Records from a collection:
....

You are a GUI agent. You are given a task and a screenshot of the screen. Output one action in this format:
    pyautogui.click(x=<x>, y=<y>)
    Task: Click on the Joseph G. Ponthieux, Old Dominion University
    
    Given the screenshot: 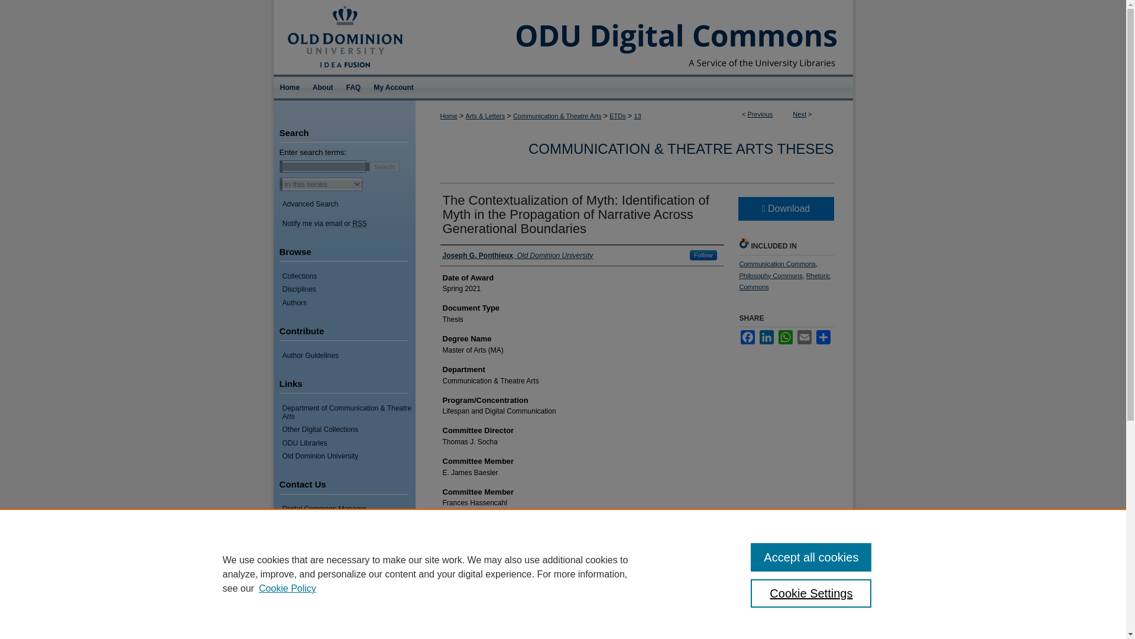 What is the action you would take?
    pyautogui.click(x=517, y=255)
    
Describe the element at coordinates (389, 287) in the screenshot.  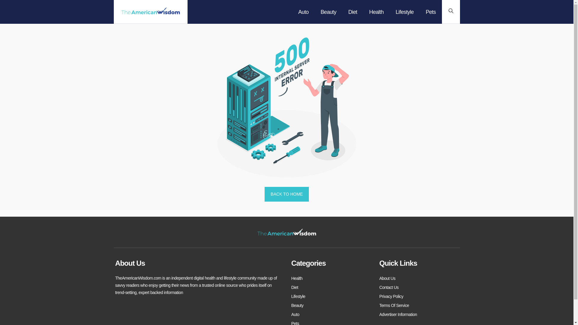
I see `Contact Us` at that location.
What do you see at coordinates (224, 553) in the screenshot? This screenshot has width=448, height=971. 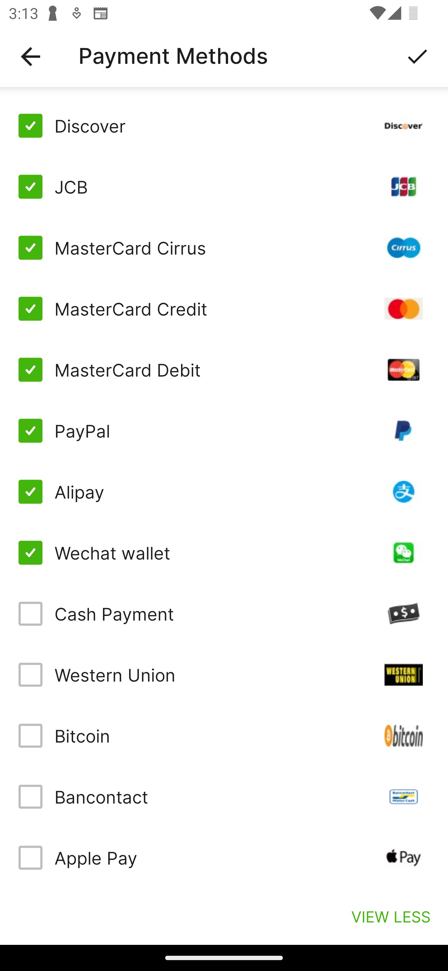 I see `Wechat wallet` at bounding box center [224, 553].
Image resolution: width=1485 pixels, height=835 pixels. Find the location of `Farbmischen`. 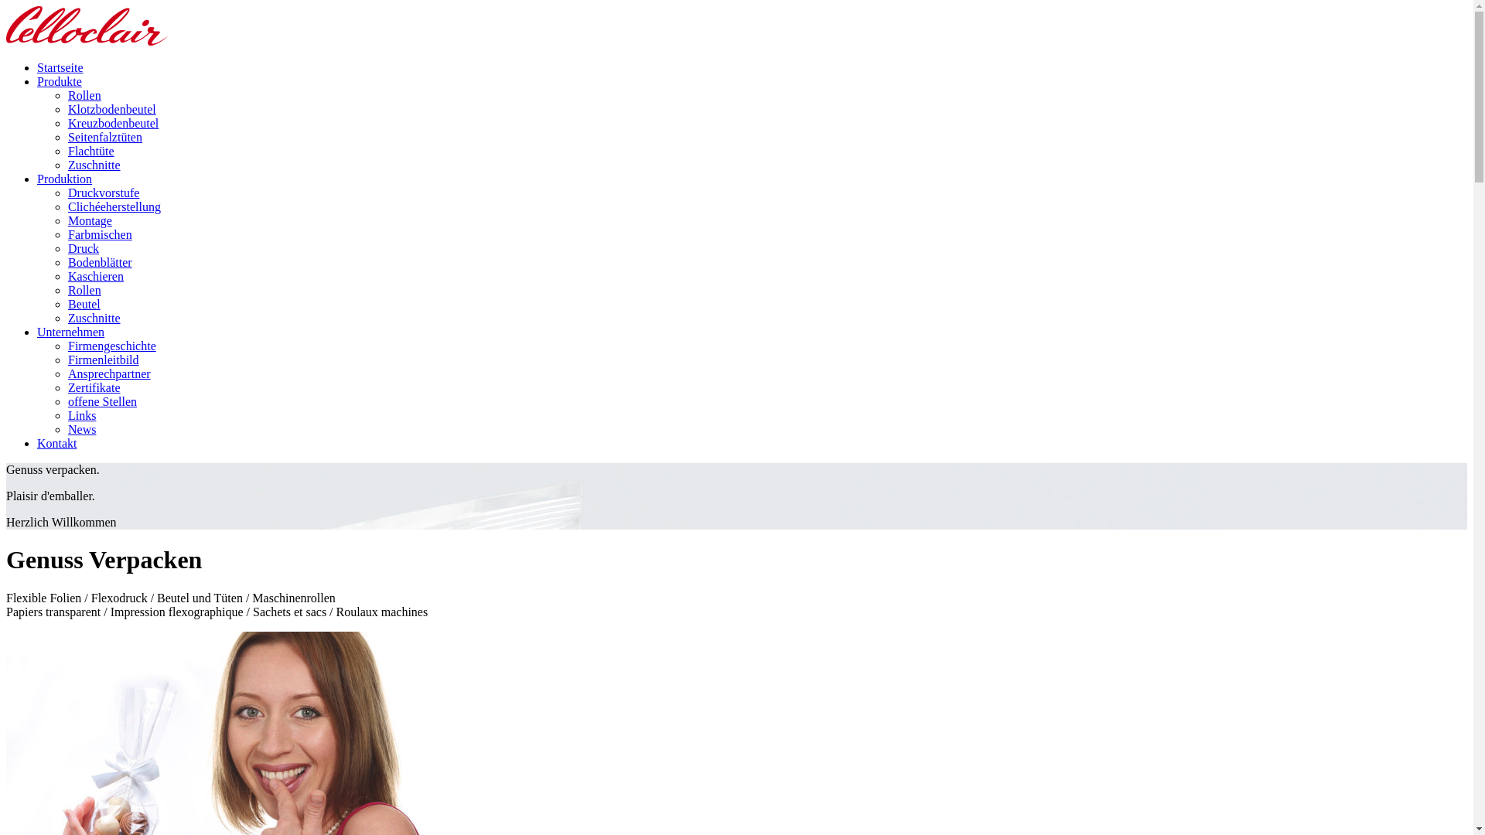

Farbmischen is located at coordinates (101, 234).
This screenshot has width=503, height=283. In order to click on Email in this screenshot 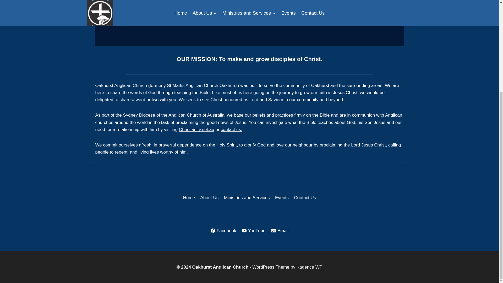, I will do `click(280, 230)`.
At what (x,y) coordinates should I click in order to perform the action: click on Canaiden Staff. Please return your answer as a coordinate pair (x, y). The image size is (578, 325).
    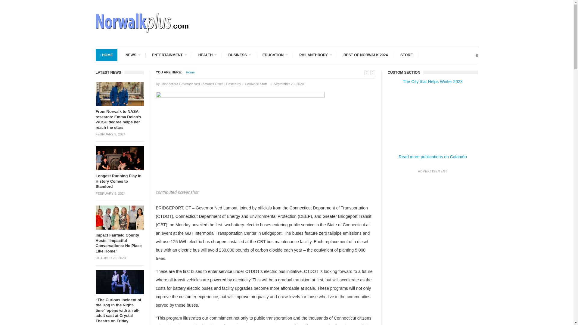
    Looking at the image, I should click on (256, 84).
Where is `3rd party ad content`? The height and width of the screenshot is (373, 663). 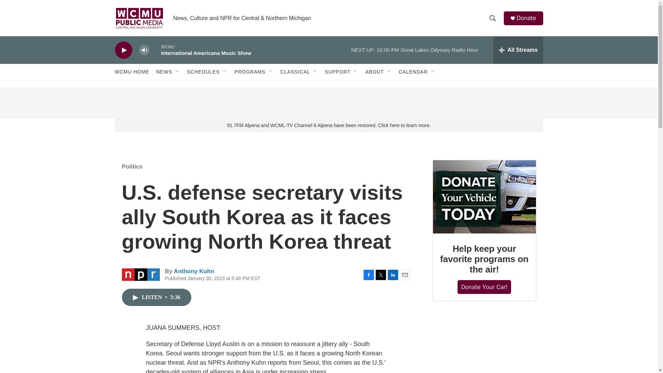 3rd party ad content is located at coordinates (484, 344).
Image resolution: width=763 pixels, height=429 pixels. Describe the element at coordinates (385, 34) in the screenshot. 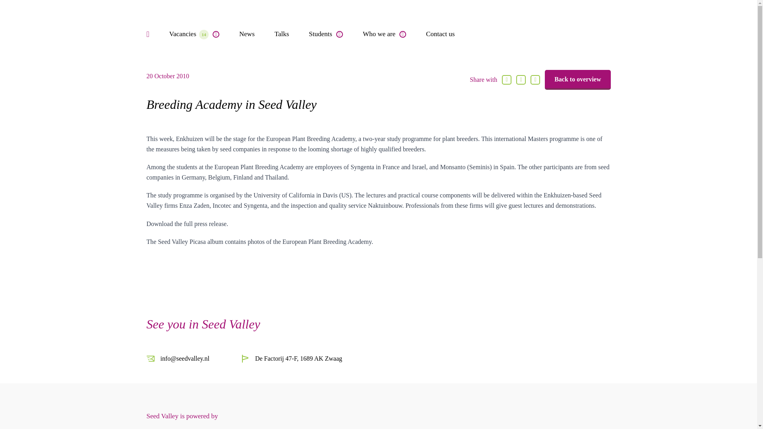

I see `Who we are` at that location.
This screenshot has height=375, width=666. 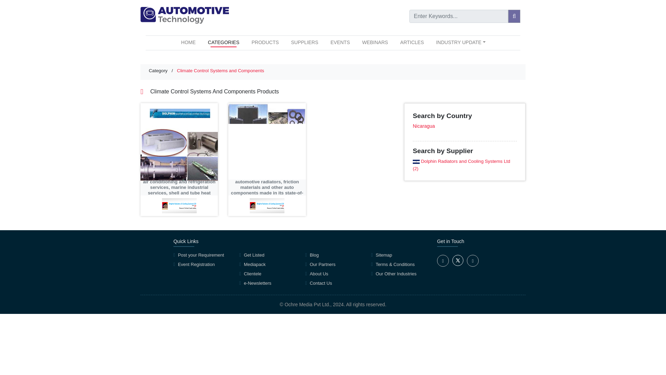 I want to click on EVENTS, so click(x=340, y=42).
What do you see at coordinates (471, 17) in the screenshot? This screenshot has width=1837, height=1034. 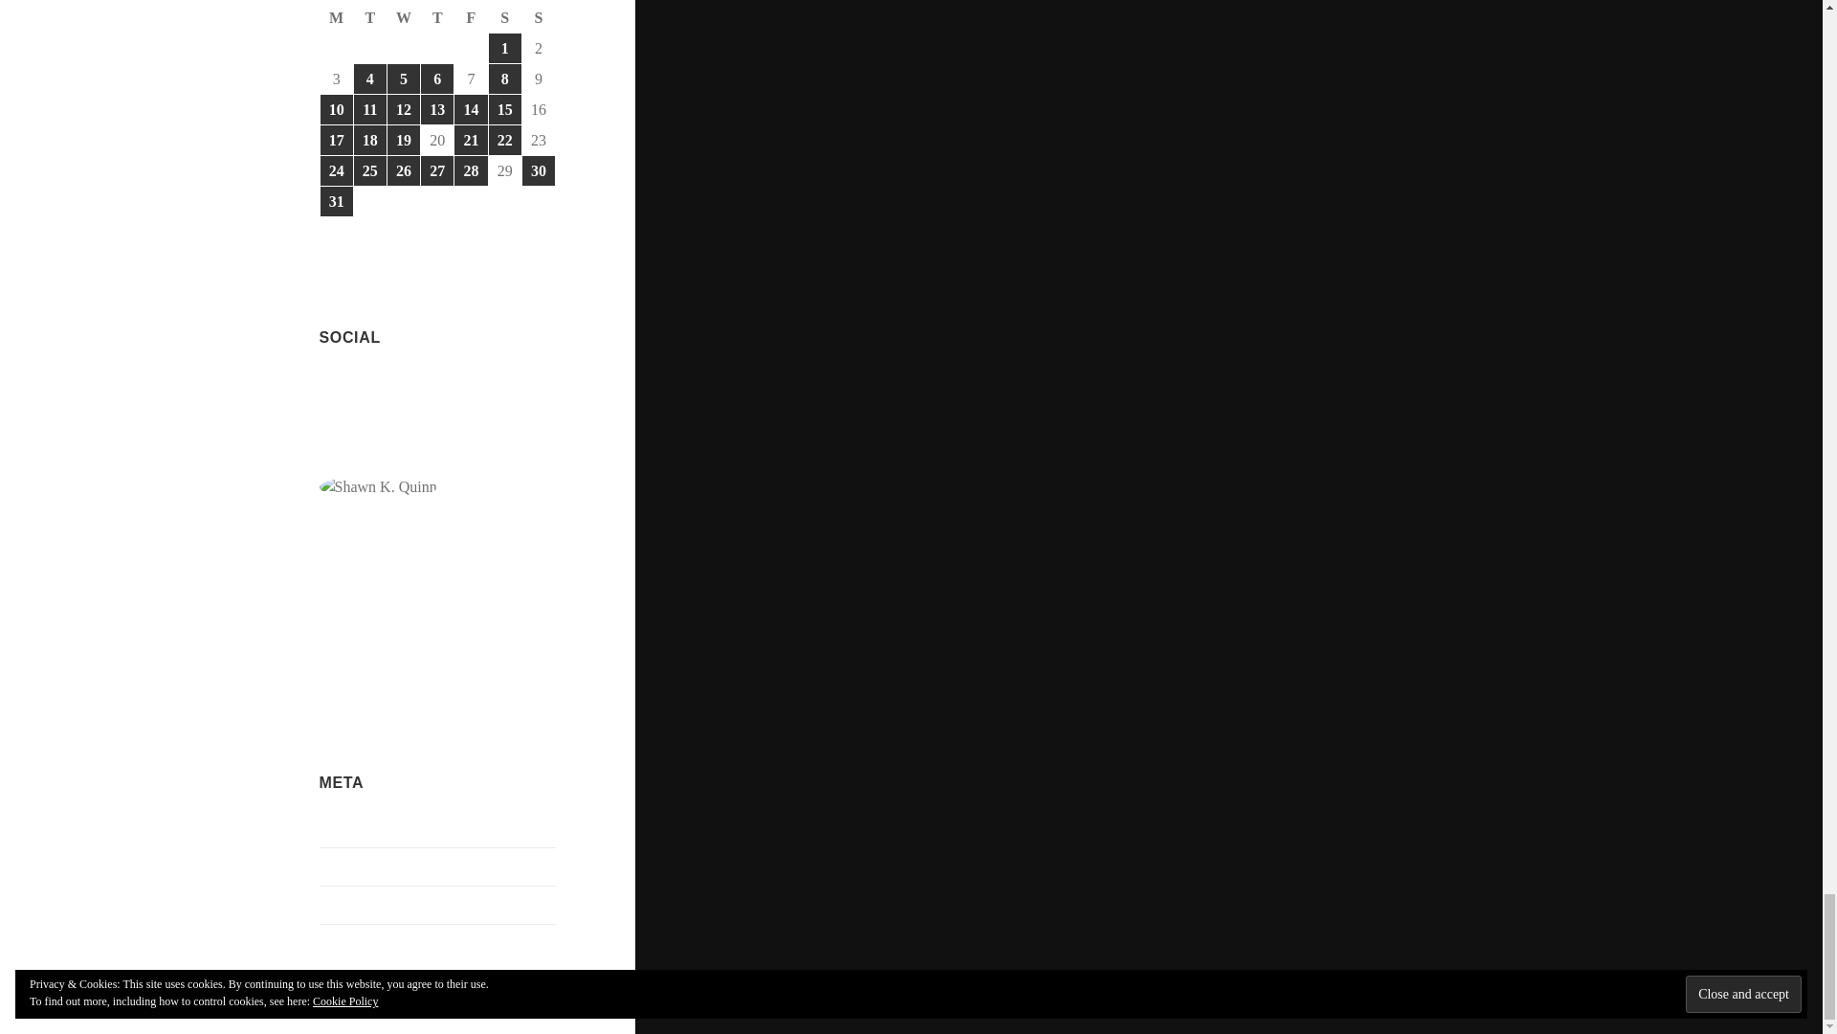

....

Problem to work on:
The expected output is the exact run of lines from the start of the entries through the line with "Task: Click on", inclusive.

Result:
You are a GUI agent. You are given a task and a screenshot of the screen. Output one action in this format:
    pyautogui.click(x=<x>, y=<y>)
    Task: Click on the Joseph G. Ponthieux, Old Dominion University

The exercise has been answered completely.